Lattin has coordinated the feeding campaign without the assistance, or indeed the support, of the Oregon Department of Fish and Wildlife (ODFW), the agency that manages the state’s deer and elk herds.
In late January ODFW issued a press release noting that although the agency’s biologists “expect to see increased winter mortality” in big game herds, “emergency feeding of big game is now generally accepted as ineffective and has many negative consequences.”
ODFW did oversee emergency feeding in Baker County in several winters during the 1970s and 1980s, most recently 1988-89. But biologists said they later concluded that those campaigns were not, on balance, successful.
Brian Ratliff, district wildlife biologist at ODFW’s Baker City office, told Baker County commissioners Wednesday that emergency feeding will have a “negligible” benefit for deer.
Lattin said he understands ODFW’s concerns and has adjusted the feeding campaign’s strategy to address some of the potential pratfalls ODFW officials cite.
For instance, volunteers are not setting out hay along Highway 86 because they don’t want deer congregating next to the two-lane highway, posing a risk to themselves and to drivers.
(Somebody, not associated with the feeding campaign, did set out alfalfa hay near the highway earlier this winter.)
Lattin said he has also spread small amounts of hay at many sites rather than dumping a single large pile.
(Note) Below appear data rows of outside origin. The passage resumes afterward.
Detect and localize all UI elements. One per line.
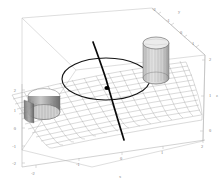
x-tick-label: 0 <box>120 156 123 161</box>
z-tick-label: 2 <box>14 88 16 93</box>
x-tick-label: 1 <box>161 150 163 155</box>
surface-plot-figure: 2 1 0 -1 -2 -2 -1 0 1 2 -2 -1 0 1 2 <box>0 0 224 184</box>
z-axis-label: z <box>216 93 218 98</box>
plot-canvas: 2 1 0 -1 -2 -2 -1 0 1 2 -2 -1 0 1 2 <box>0 0 224 184</box>
axis-name-labels: x y z <box>119 9 218 179</box>
z-tick-label: -2 <box>12 161 16 166</box>
y-axis-label: y <box>178 9 181 14</box>
x-axis-tick-labels: -2 -1 0 1 2 <box>31 144 203 176</box>
x-axis-label: x <box>119 174 122 179</box>
well-shadow <box>24 100 34 123</box>
z-axis-tick-labels: 2 1 0 -1 -2 <box>12 88 16 166</box>
y-tick-label: 0 <box>180 30 183 35</box>
y-tick-label: -2 <box>152 7 156 12</box>
z-tick-label: 1 <box>14 108 16 113</box>
right-axis-tick-labels: 2 1 0 <box>209 57 212 133</box>
x-tick-label: -2 <box>31 171 35 176</box>
right-tick-label: 0 <box>209 128 212 133</box>
y-tick-label: -1 <box>166 18 170 23</box>
right-tick-label: 2 <box>209 57 211 62</box>
right-tick-label: 1 <box>209 93 211 98</box>
z-tick-label: 0 <box>14 126 17 131</box>
y-tick-label: 1 <box>192 41 194 46</box>
right-axis-line <box>203 55 205 141</box>
x-tick-label: 2 <box>201 144 203 149</box>
point-marker <box>104 86 109 90</box>
z-tick-label: -1 <box>12 144 16 149</box>
x-tick-label: -1 <box>76 162 80 167</box>
raised-column <box>143 37 169 84</box>
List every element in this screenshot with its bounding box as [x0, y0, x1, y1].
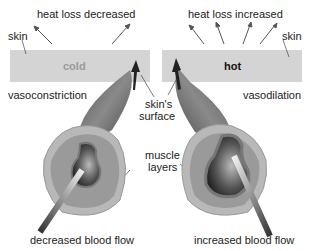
heat-loss-increased-label: heat loss increased: [188, 8, 283, 20]
skin-label-left: skin: [8, 30, 28, 42]
heat-arrows-right: [189, 22, 277, 44]
thermoregulation-diagram: heat loss decreased skin cold vasoconstr…: [0, 0, 310, 251]
vasoconstriction-label: vasoconstriction: [8, 89, 87, 101]
muscle-layers-label-line2: layers: [148, 161, 177, 173]
muscle-layers-label-line1: muscle: [145, 149, 180, 161]
skins-surface-label-line1: skin's: [145, 98, 172, 110]
increased-blood-flow-label: increased blood flow: [194, 234, 294, 246]
heat-loss-decreased-label: heat loss decreased: [37, 8, 135, 20]
skin-label-right: skin: [282, 30, 302, 42]
diagram-graphics: [0, 0, 310, 251]
decreased-blood-flow-label: decreased blood flow: [30, 234, 134, 246]
vasodilation-label: vasodilation: [243, 89, 301, 101]
skins-surface-label-line2: surface: [139, 110, 175, 122]
cold-label: cold: [63, 60, 86, 72]
hot-label: hot: [224, 60, 241, 72]
heat-arrows-left: [34, 24, 130, 44]
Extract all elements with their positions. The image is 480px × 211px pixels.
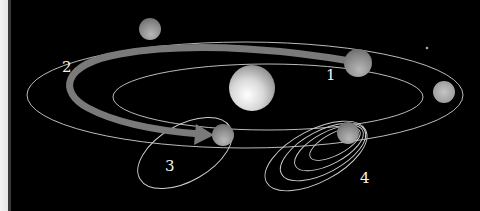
planet-3 bbox=[212, 124, 234, 146]
planet-right bbox=[433, 81, 455, 103]
transfer-arrow bbox=[70, 48, 356, 145]
capture-orbit-3 bbox=[126, 103, 244, 203]
label-4: 4 bbox=[360, 169, 370, 187]
orbit-diagram: 1 2 3 4 bbox=[0, 0, 480, 211]
star-dot bbox=[426, 47, 429, 50]
label-2: 2 bbox=[62, 58, 72, 76]
sun bbox=[229, 65, 275, 111]
label-3: 3 bbox=[165, 157, 175, 175]
planet-4 bbox=[337, 122, 359, 144]
nested-orbits-4 bbox=[254, 107, 377, 205]
label-1: 1 bbox=[326, 66, 336, 84]
planet-1 bbox=[344, 49, 372, 77]
planet-top bbox=[139, 18, 161, 40]
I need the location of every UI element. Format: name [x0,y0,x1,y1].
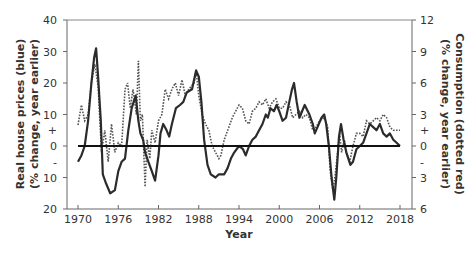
left-axis-title-line2: (% change, year earlier) [28,39,41,189]
x-tick-label: 1994 [225,213,253,226]
left-y-axis-ticks: 40302010+0-1020 [43,14,67,216]
plot-frame [67,20,412,209]
x-tick-label: 1988 [185,213,213,226]
x-axis-title: Year [224,228,253,241]
left-tick-label: 0 [50,140,57,153]
right-tick-label: 0 [420,140,427,153]
right-tick-label: 9 [420,46,427,59]
right-tick-label: - [420,156,424,169]
right-tick-label: + [420,124,429,137]
left-tick-label: 10 [43,109,57,122]
left-tick-label: + [48,124,57,137]
house-prices-solid-line [78,48,400,199]
x-axis-ticks: 197019761982198819942000200620122018 [64,205,414,226]
x-tick-label: 1976 [104,213,132,226]
x-tick-label: 1970 [64,213,92,226]
left-axis-title-line1: Real house prices (blue) [14,39,27,189]
right-y-axis-ticks: 12963+0-36 [412,14,434,216]
right-tick-label: 3 [420,172,427,185]
left-tick-label: - [53,156,57,169]
left-tick-label: 40 [43,14,57,27]
right-axis-title-line2: (% change, year earlier) [439,39,452,189]
right-axis-title-line1: Consumption (dotted red) [453,33,466,194]
x-tick-label: 2018 [386,213,414,226]
x-tick-label: 2000 [265,213,293,226]
left-tick-label: 30 [43,46,57,59]
right-axis-title: Consumption (dotted red) (% change, year… [439,33,466,194]
line-chart: 40302010+0-1020 12963+0-36 1970197619821… [0,0,476,253]
consumption-dotted-line [78,61,400,190]
left-tick-label: 20 [43,77,57,90]
right-tick-label: 3 [420,109,427,122]
left-axis-title: Real house prices (blue) (% change, year… [14,39,41,189]
x-tick-label: 2006 [306,213,334,226]
x-tick-label: 1982 [145,213,173,226]
left-tick-label: 10 [43,172,57,185]
right-tick-label: 6 [420,77,427,90]
left-tick-label: 20 [43,203,57,216]
right-tick-label: 6 [420,203,427,216]
right-tick-label: 12 [420,14,434,27]
x-tick-label: 2012 [346,213,374,226]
The goal, he said, is to prevent deer and elk from gathering in large herds, which raises the risk of animals transmitting diseases, according to ODFW.
“We’re doing the best we can,” Lattin said.
He has had valuable advice from Richland Mayor Richard Pedersen, a retired wildlife biologist who worked for the Forest Service for 33 years and who supports the feeding campaign.
“Mike and his crew are going to save animals, in my opinion there’s no question about that,” Pedersen said.
Although Lattin understands that ODFW does not endorse emergency feeding, he said he heeds the agency’s biologists regarding tactics that minimize the potential risk to the animals he and other volunteers are striving to save.
“We would have appreciated any support they could have given us,” Lattin said, referring to ODFW officials.
Lynn Magnuson, who lives in Baker Valley, said she donated $100 to the GoFundMe account after receiving a phone call from Pedersen in December.
Pedersen called her after a herd of 41 elk fell through the ice on Brownlee Reservoir. Magnuson said she donated because she hoped the feeding effort would allow elk to stay well-fed without their having to cross the ice.